As a former senior HMI, I fully understand the importance placed on national league tables and the role they play in assisting parents, carers and others to assess the relative success of a school.

As a former senior HMI, I fully understand the importance placed on national league tables and the role they play in assisting parents, carers and others to assess the relative success of a school.

However, that’s why the data used must be accurate and take into consideration the characteristics of each pupil in the cohort. We’ve just published our fantastic 2018 Annual Report, but I struggle to accept that it is a truly fair reflection of our academies’ successes.

The introduction of the Progress 8 measure a few years was an attempt by the Department of Education to quantify more fairly how much progress students make during their time at a secondary school. Now while I am fully supportive of that objective, unfortunately, I am becoming more and more disillusioned with Progress 8 because I believe it is fundamentally flawed and biased towards schools with the most affluent intake.

Despite our academies having the second lowest attainment on entry of any multi-academy trust in the country, our performance is strong, particularly for disadvantaged students. But this is not reflected fully in the Progress 8 analysis. You might say, as Mandy Rice Davies so famously did, that I would say that, but the evidence shows it is true.

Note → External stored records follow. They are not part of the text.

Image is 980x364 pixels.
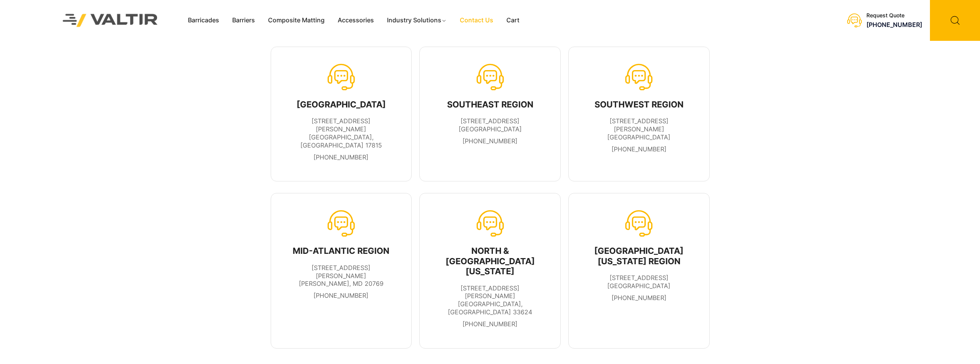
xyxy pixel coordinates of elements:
[612,293,666,301] a: [PHONE_NUMBER]
[462,320,518,327] a: [PHONE_NUMBER]
[462,137,518,145] a: [PHONE_NUMBER]
[448,284,532,316] span: [STREET_ADDRESS][PERSON_NAME] [GEOGRAPHIC_DATA], [GEOGRAPHIC_DATA] 33624
[300,117,382,148] span: [STREET_ADDRESS][PERSON_NAME] [GEOGRAPHIC_DATA], [GEOGRAPHIC_DATA] 17815
[585,246,693,267] div: [GEOGRAPHIC_DATA][US_STATE] REGION
[182,14,225,26] a: Barricades
[585,99,693,109] div: SOUTHWEST REGION
[53,4,168,37] img: Valtir Rentals
[225,14,261,26] a: Barriers
[607,274,671,290] span: [STREET_ADDRESS] [GEOGRAPHIC_DATA]
[313,292,368,300] a: [PHONE_NUMBER]
[331,14,380,26] a: Accessories
[380,14,453,26] a: Industry Solutions
[612,145,666,153] a: [PHONE_NUMBER]
[313,153,368,161] a: [PHONE_NUMBER]
[866,13,922,19] div: Request Quote
[287,246,395,256] div: MID-ATLANTIC REGION
[866,21,922,29] a: [PHONE_NUMBER]
[453,14,500,26] a: Contact Us
[299,264,384,288] span: [STREET_ADDRESS][PERSON_NAME] [PERSON_NAME], MD 20769
[287,99,395,109] div: [GEOGRAPHIC_DATA]
[500,14,526,26] a: Cart
[447,99,533,109] div: SOUTHEAST REGION
[459,117,521,133] span: [STREET_ADDRESS] [GEOGRAPHIC_DATA]
[435,246,544,276] div: NORTH & [GEOGRAPHIC_DATA][US_STATE]
[261,14,331,26] a: Composite Matting
[607,117,671,141] span: [STREET_ADDRESS][PERSON_NAME] [GEOGRAPHIC_DATA]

Compelling new research from the University of Bristol reveals if a contextual element is applied to the DfE’s performance data some schools would rise more than 500 places in the national league tables while others would fall by a similar amount.

Dr George Leckie and Professor Harvey Goldstein at the University’s School of Education, extended the Government’s Progress 8 measure to account not just for pupil prior attainment in English and mathematics, but student ethnicity, gender, age within year group, special educational needs and eligibility for free school meals.

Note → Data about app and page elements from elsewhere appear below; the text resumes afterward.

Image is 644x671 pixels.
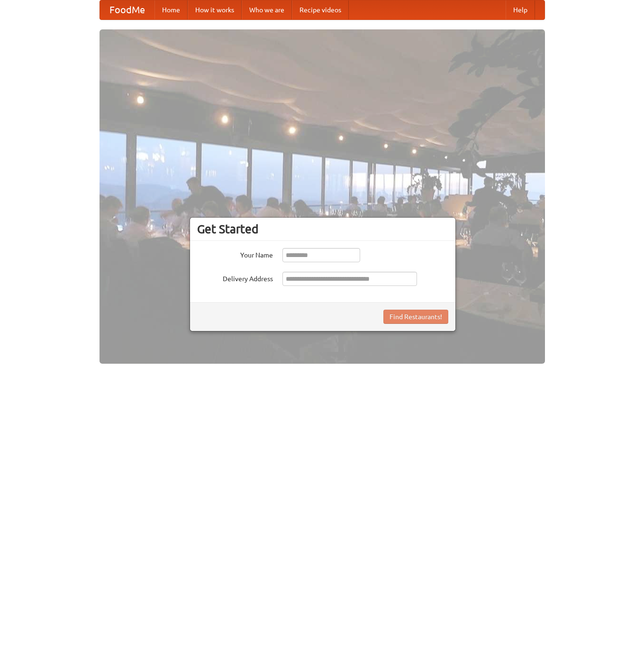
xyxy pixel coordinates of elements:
[292,1,349,20] a: Recipe videos
[505,1,535,20] a: Help
[197,222,448,236] h3: Get Started
[241,1,292,20] a: Who we are
[197,248,273,260] label: Your Name
[154,1,187,20] a: Home
[100,1,154,20] a: FoodMe
[197,271,273,284] label: Delivery Address
[383,310,448,323] button: Find Restaurants!
[187,1,241,20] a: How it works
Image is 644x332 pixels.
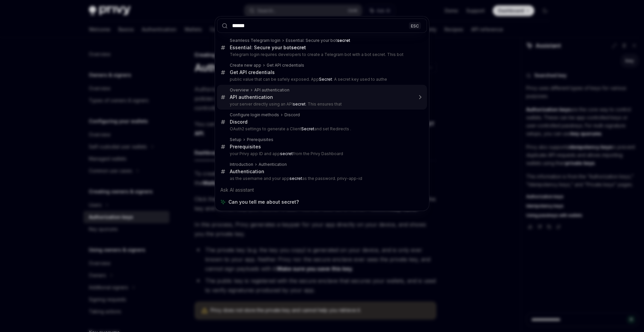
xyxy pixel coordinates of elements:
[230,169,265,175] div: Authentication
[337,38,350,43] b: secret
[217,184,427,196] div: Ask AI assistant
[230,144,261,149] div: Prerequisites
[293,102,305,106] b: secret
[292,45,306,50] b: secret
[255,88,289,92] div: API authentication
[230,162,253,167] div: Introduction
[230,38,281,43] div: Seamless Telegram login
[247,137,274,143] div: Prerequisites
[267,62,305,68] div: Get API credentials
[302,126,315,132] b: Secret
[409,22,421,29] div: ESC
[230,102,413,107] p: your server directly using an API . This ensures that
[230,62,261,68] div: Create new app
[230,45,306,51] div: Essential: Secure your bot
[230,112,279,118] div: Configure login methods
[319,77,332,82] b: Secret
[230,151,413,156] p: your Privy app ID and app from the Privy Dashboard
[230,88,249,92] div: Overview
[289,176,302,181] b: secret
[230,69,275,75] div: Get API credentials
[230,126,413,132] p: OAuth2 settings to generate a Client and set Redirects .
[230,94,273,100] div: API authentication
[230,52,413,57] p: Telegram login requires developers to create a Telegram bot with a bot secret. This bot
[286,38,350,43] div: Essential: Secure your bot
[258,162,287,167] div: Authentication
[285,112,300,118] div: Discord
[280,151,293,156] b: secret
[230,77,413,82] p: public value that can be safely exposed. App : A secret key used to authe
[228,199,299,206] span: Can you tell me about secret?
[230,137,241,143] div: Setup
[230,176,413,181] p: as the username and your app as the password. privy-app-id
[230,119,248,125] div: Discord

The “adjusted Progress 8” sees the Co-op Academies’ rankings in the national school league tables change considerably. The academies included in the research saw performance rise for three of them dramatically while one fell slightly. One of the academies rose by 24 percentile points to the 90th percentile!

But this is not just about a school’s position in the league tables. It is my belief that some very good school leaders don’t get the credit they deserve and a few, even more worryingly, senior leaders have lost their jobs based on the DfE’s narrow analysis. That is why it is imperative that the data is as accurate as possible and takes into account every aspect of a school’s performance by applying a contextual element.

During my time with Ofsted, I was a member of a very small group that developed a new school inspection framework that incorporated contextual value added. It was, in my opinion, more sophisticated than the blunt Progress 8 measure we use today and more reflective of a school’s academic success but it was withdrawn by the DfE when the coalition government took over because it was felt that it didn’t challenge pupils sufficiently well to reach the national average. An aim that is as flawed as the Progress 8 measure itself!

At the Co-op Academies Trust we are considering asking the University of Bristol to undertake a contextual value added analysis for all of our academies each year with the intention of publicising this alongside the government’s blunt measure.

I would urge other schools and trusts to do the same so that parents and carers, and, indeed, staff and governors, get a more accurate picture of a school’s performance.